Kerber’s life was over. He might handle the ending by himself.
———
Robbie moved on to the trial. He introduced more characters—Paul Koffee and Judge Vivian Grale. Photos, please. On the large screen, Carlos projected them side by side, as if still attached, and Robbie assailed them for their relationship. He mocked the “brilliant decision to move the trial all the way to Paris, Texas, forty-nine miles from here.” He drove home the point that he tried valiantly to keep the confession away from the jury, while Koffee fought just as hard to keep it in evidence. Judge Grale sided with the prosecution and “her lover, the Honorable Paul Koffee.”
Paul Koffee was watching, and seething. He was at the cabin by the lake, very much alone, watching the local station’s “exclusive live coverage” of the Robbie Flak show, when he saw his face next to Vivian’s. Flak was railing against the jury, as white as a Klan rally because Paul Koffee had systematically used his jury strikes to eliminate blacks, and, of course, his girlfriend up on the bench went along with it. “Texas-style justice,” Robbie lamented, over and over.
He eventually moved away from the more tawdry aspects of the judge-prosecutor relationship and found his rhythm railing against the lack of evidence. Grale’s face disappeared from the screen, and Koffee’s was enlarged. No physical evidence, no dead body, only a trumped-up confession, a jailhouse snitch, a bloodhound, and a lying witness named Joey Gamble. Meanwhile, Travis Boyette was free, certainly not worried about getting caught, not by these clowns.
Koffee had tried all night to conjure up a revised theory that would somehow link Donté Drumm and Travis Boyette, but fiction failed him. He felt lousy. His head ached from too much vodka, and his heart pounded as he tried to breathe under the crushing weight of a ruined career.

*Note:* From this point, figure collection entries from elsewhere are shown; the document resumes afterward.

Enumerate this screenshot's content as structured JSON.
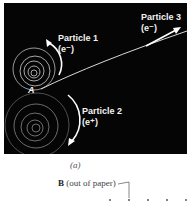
{
  "figure": {
    "particles": [
      {
        "name": "Particle 1",
        "charge": "(e⁻)"
      },
      {
        "name": "Particle 2",
        "charge": "(e⁺)"
      },
      {
        "name": "Particle 3",
        "charge": "(e⁻)"
      }
    ],
    "point_label": "A",
    "caption": "(a)",
    "field_symbol": "B",
    "field_text": "(out of paper)"
  }
}
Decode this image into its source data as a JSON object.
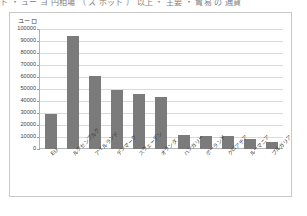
{
  "page": {
    "clipped_header_text": "ト ・ ュー ヨ 円相場 （ ス ポット ） 以上 ・ 主要 ・ 貿易 の 通貨"
  },
  "chart_data": {
    "type": "bar",
    "title": "",
    "subtitle": "",
    "xlabel": "",
    "ylabel": "ユーロ",
    "ylim": [
      0,
      100000
    ],
    "ytick_labels": [
      "100000",
      "90000",
      "80000",
      "70000",
      "60000",
      "50000",
      "40000",
      "30000",
      "20000",
      "10000",
      "0"
    ],
    "ytick_values": [
      100000,
      90000,
      80000,
      70000,
      60000,
      50000,
      40000,
      30000,
      20000,
      10000,
      0
    ],
    "grid": true,
    "legend": "none",
    "bar_color": "#7b7b7b",
    "gridline_color": "#d9d9d9",
    "axis_color": "#b3b3b3",
    "categories": [
      "EU",
      "ルクセンブルク",
      "アイルランド",
      "デンマーク",
      "スウェーデン",
      "オランダ",
      "ハンガリー",
      "ポーランド",
      "クロアチア",
      "ルーマニア",
      "ブルガリア"
    ],
    "values": [
      29500,
      94000,
      61000,
      49500,
      46000,
      43500,
      11600,
      11200,
      10700,
      8200,
      6000
    ]
  }
}
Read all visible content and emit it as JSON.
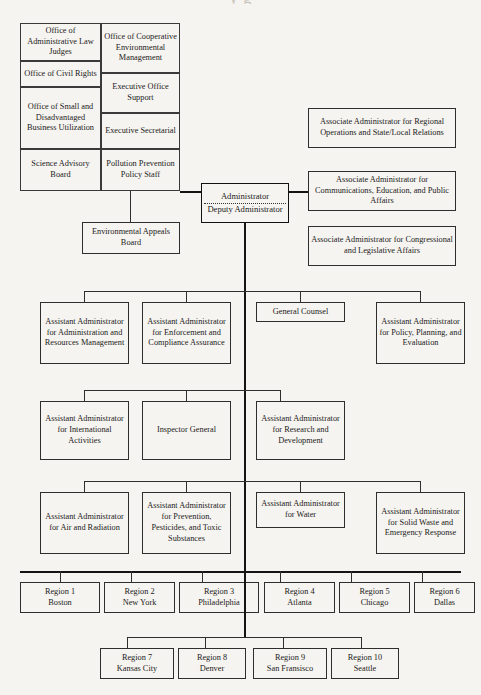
{
  "page": {
    "cut_off_title": "y  g",
    "background_color": "#f6f4f0",
    "line_color": "#2e2e2e"
  },
  "staff_grid": {
    "left_column": [
      {
        "id": "office-administrative-law-judges",
        "label": "Office of Administrative Law Judges"
      },
      {
        "id": "office-civil-rights",
        "label": "Office of Civil Rights"
      },
      {
        "id": "office-small-disadvantaged-business",
        "label": "Office of Small and Disadvantaged Business Utilization"
      },
      {
        "id": "science-advisory-board",
        "label": "Science Advisory Board"
      }
    ],
    "right_column": [
      {
        "id": "office-cooperative-environmental-management",
        "label": "Office of Cooperative Environmental Management"
      },
      {
        "id": "executive-office-support",
        "label": "Executive Office Support"
      },
      {
        "id": "executive-secretarial",
        "label": "Executive Secretarial"
      },
      {
        "id": "pollution-prevention-policy-staff",
        "label": "Pollution Prevention Policy Staff"
      }
    ]
  },
  "environmental_appeals_board": {
    "id": "environmental-appeals-board",
    "label": "Environmental Appeals Board"
  },
  "administrator": {
    "id": "administrator-deputy-administrator",
    "line1": "Administrator",
    "line2": "Deputy Administrator"
  },
  "associate_administrators": [
    {
      "id": "associate-regional-operations",
      "label": "Associate Administrator for Regional Operations and State/Local Relations"
    },
    {
      "id": "associate-communications-education",
      "label": "Associate Administrator for Communications, Education, and Public Affairs"
    },
    {
      "id": "associate-congressional-legislative",
      "label": "Associate Administrator for Congressional and Legislative Affairs"
    }
  ],
  "tier_one": [
    {
      "id": "aa-administration-resources-management",
      "label": "Assistant Administrator for Administration and Resources Management"
    },
    {
      "id": "aa-enforcement-compliance-assurance",
      "label": "Assistant Administrator for Enforcement and Compliance Assurance"
    },
    {
      "id": "general-counsel",
      "label": "General Counsel"
    },
    {
      "id": "aa-policy-planning-evaluation",
      "label": "Assistant Administrator for Policy, Planning, and Evaluation"
    }
  ],
  "tier_two": [
    {
      "id": "aa-international-activities",
      "label": "Assistant Administrator for International Activities"
    },
    {
      "id": "inspector-general",
      "label": "Inspector General"
    },
    {
      "id": "aa-research-development",
      "label": "Assistant Administrator for Research and Development"
    }
  ],
  "tier_three": [
    {
      "id": "aa-air-radiation",
      "label": "Assistant Administrator for Air and Radiation"
    },
    {
      "id": "aa-prevention-pesticides-toxic",
      "label": "Assistant Administrator for Prevention, Pesticides, and Toxic Substances"
    },
    {
      "id": "aa-water",
      "label": "Assistant Administrator for Water"
    },
    {
      "id": "aa-solid-waste-emergency-response",
      "label": "Assistant Administrator for Solid Waste and Emergency Response"
    }
  ],
  "regions_row_one": [
    {
      "id": "region-1",
      "number": "Region 1",
      "city": "Boston"
    },
    {
      "id": "region-2",
      "number": "Region 2",
      "city": "New York"
    },
    {
      "id": "region-3",
      "number": "Region 3",
      "city": "Philadelphia"
    },
    {
      "id": "region-4",
      "number": "Region 4",
      "city": "Atlanta"
    },
    {
      "id": "region-5",
      "number": "Region 5",
      "city": "Chicago"
    },
    {
      "id": "region-6",
      "number": "Region 6",
      "city": "Dallas"
    }
  ],
  "regions_row_two": [
    {
      "id": "region-7",
      "number": "Region 7",
      "city": "Kansas City"
    },
    {
      "id": "region-8",
      "number": "Region 8",
      "city": "Denver"
    },
    {
      "id": "region-9",
      "number": "Region 9",
      "city": "San Fransisco"
    },
    {
      "id": "region-10",
      "number": "Region 10",
      "city": "Seattle"
    }
  ]
}
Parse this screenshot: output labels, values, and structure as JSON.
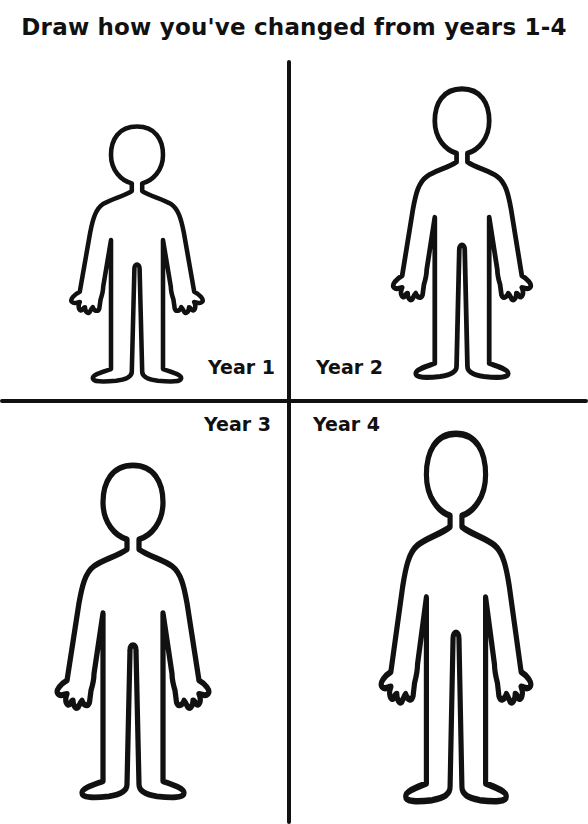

He was finished, and that troubled him much more than the notion that he had helped kill an innocent young man.
———
When he finished with the jailhouse snitch and the bloodhound, Robbie attacked Joey Gamble and his fraudulent testimony. With perfect timing, Carlos flashed up Gamble’s affidavit, the one signed in Houston on Thursday, an hour before the execution. Highlighted were Joey’s statements admitting he lied at trial and admitting he was the first to suggest that Donté Drumm was the killer.
Joey Gamble was watching. He was at his mother’s house in Slone. His father was away; his mother needed him. He had told her the truth, and the truth had not been well received. Now he was shocked to see and hear his transgressions broadcast in such a startling way. He had assumed that when he came clean, he would be subjected to some level of embarrassment, but nothing like this.